Yes and no. While the nature of individual processes might vary, how threats to those processes are detected and dealt with will remain very similar.
Take the issue of leak detection as an example. With an oil facility, leaks are often highly visible. At an LNG facility, leaks are more likely to be invisible to the eye. The key to leak detection in either case, however, is ensuring operators have the relevant data and guidance workflows at their fingertips.
With the oil facility, the emphasis on visual verification will be greater – an operator will often be able to see oil or hot steam. Cubic flow readings and gas sensor levels (because you can’t see gas/dry steam) will have a more significant role at the LNG facility. The data inputs may differ, but mining that information to generate alerts and automated workflows that advise operators on appropriate response protocols is the same.
As you might expect, the dominant trend is the transition from analogue to IP. However, progress is relatively slow, and while some new-build LNG terminals may adopt wholly IP solutions, most sites – particularly where existing infrastructure is being developed or upgraded to cope with additional capacity – utilise a hybrid surveillance solution to accommodate IP and analogue cameras on a single system. We are seeing this a lot in the US.

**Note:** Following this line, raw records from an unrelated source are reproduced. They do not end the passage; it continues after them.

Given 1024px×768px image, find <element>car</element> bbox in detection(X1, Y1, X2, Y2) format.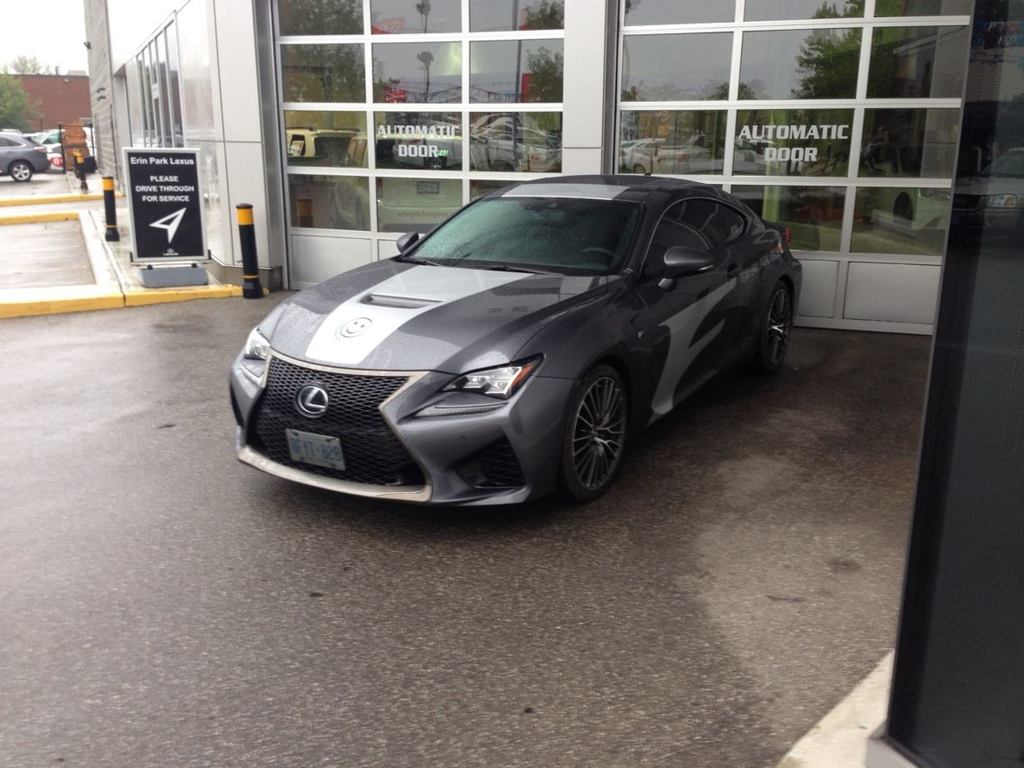
detection(0, 130, 50, 184).
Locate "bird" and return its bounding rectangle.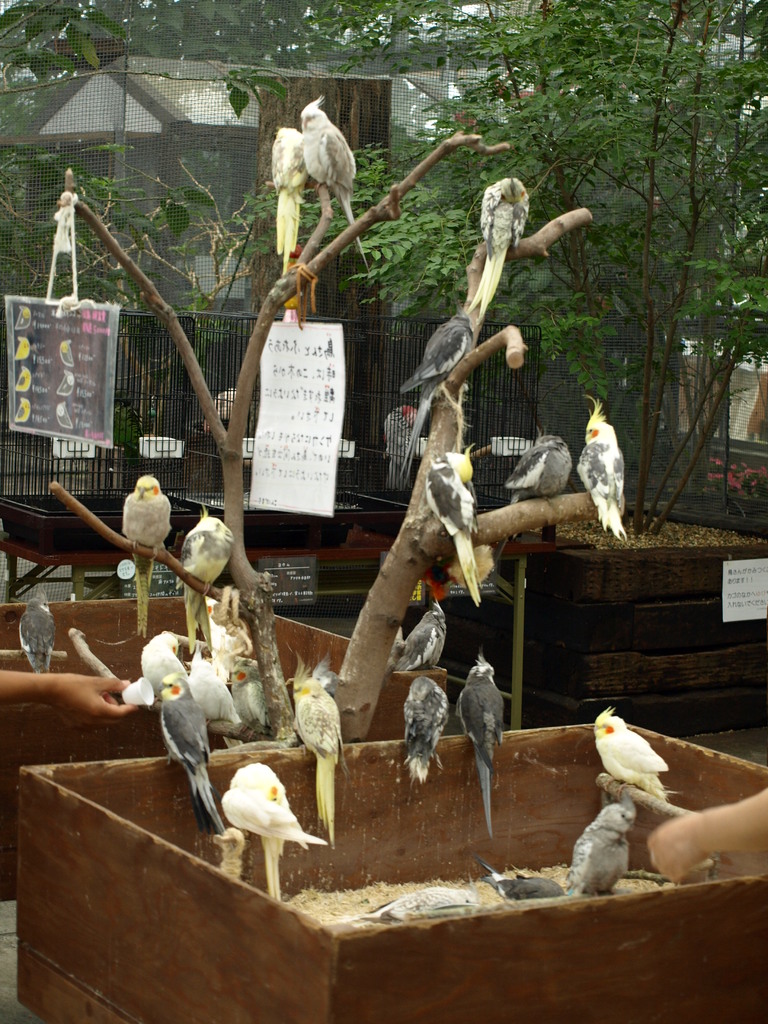
<box>401,597,450,676</box>.
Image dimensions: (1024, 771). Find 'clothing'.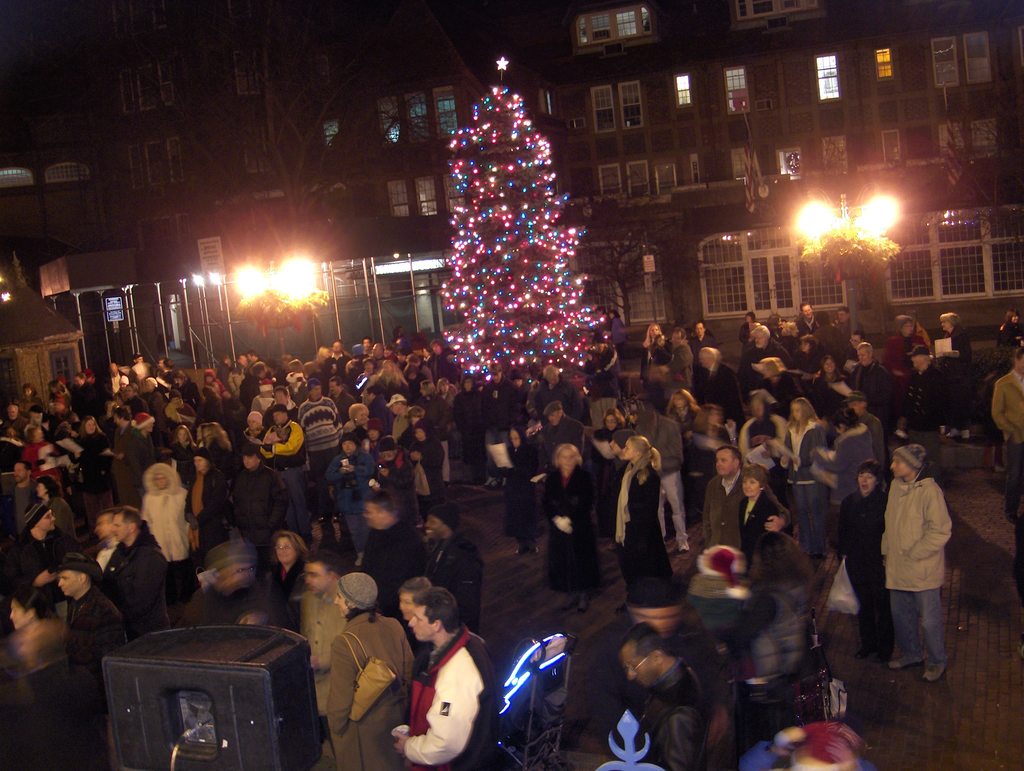
[645,658,703,770].
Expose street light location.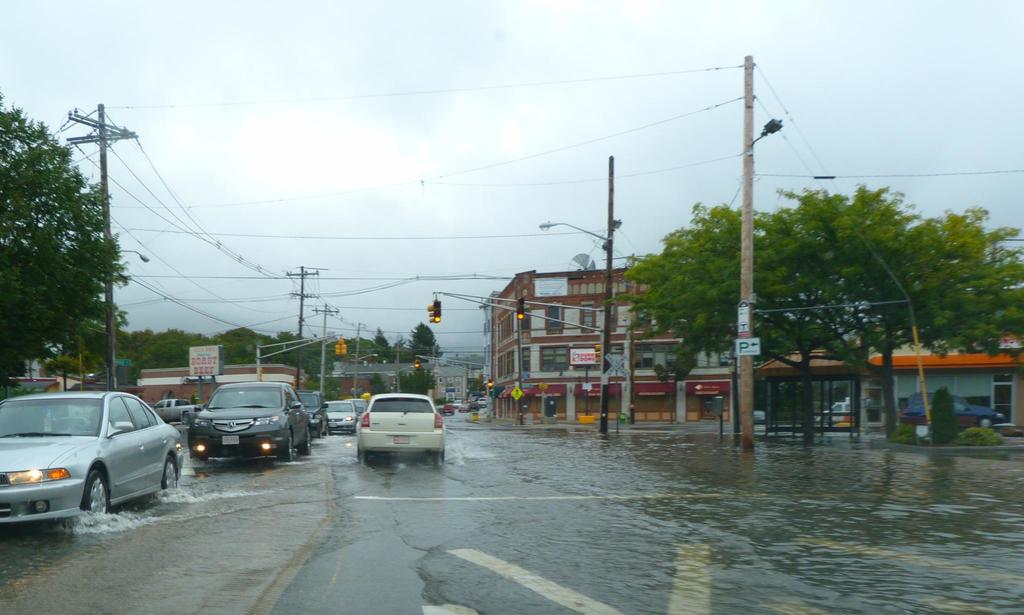
Exposed at [left=353, top=350, right=378, bottom=400].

We are also beginning to see increased interest in camera stations that ‘do more’, such as cameras with integral IR, analytics or edge-recording capabilities that provide additional protection in the event of system failure. As LNG terminals adopt IP-based solutions more widely, we will likely see demand for this feature increase.

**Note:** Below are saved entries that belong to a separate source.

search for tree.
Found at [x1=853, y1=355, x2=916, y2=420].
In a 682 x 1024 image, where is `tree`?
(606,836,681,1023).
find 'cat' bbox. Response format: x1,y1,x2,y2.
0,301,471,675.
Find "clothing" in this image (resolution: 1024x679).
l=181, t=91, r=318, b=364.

Of course, performance certification has always been and will always be crucial with any oil and gas facility. ATEX, IECEx and CSAus type certification for explosion-proof cameras and guaranteed operational quality in dramatically varying light and temperature conditions is paramount. With LNG terminals, you must also remember qualities normally associated with marine applications, such as vibration reduction and the ability to withstand salt corrosion due to the terminal’s location.
One of the most exciting developments will come from improvements in ship-to-shore connectivity. Though LNG vessels and terminals both utilise integrated surveillance solutions, they do so on a closed-loop basis – integration, and therefore meaningful interaction between the two, is rare.
This will almost certainly change in the future, enabling on-vessel and onshore teams to collaborate regarding asset protection. For example, should a certain set of criteria be detected onshore that indicate a potential breach – perhaps anomalous access control data coinciding with an unscheduled delivery – alerts can be issued to on-site teams and the crew of vessels in a specified radius of the terminal, potentially initiating workflows suggesting a change to docking procedure or route.
Flipping that scenario, it could be that an offshore LNG carrier surveillance solution – consolidating data (visual and numerical) from multiple ship systems, including radar, cameras, ECDIS and the Automatic Identification System (AIS) – identifies a suspect vessel in the vicinity. As well as alerting the carrier’s crew to the threat, the data captured (including any visual information) could be shared with the LNG terminal’s security team and trigger ‘high alert’ protocols.
Wider adoption of specific types of integration will likely be implemented, for example, enabling systems to encompass data from body-worn cameras, hand-held meters for chemical readings, and man-down solutions.
These developments are not going to happen immediately, of course, particularly given how long it takes new projects to come online. But they will happen.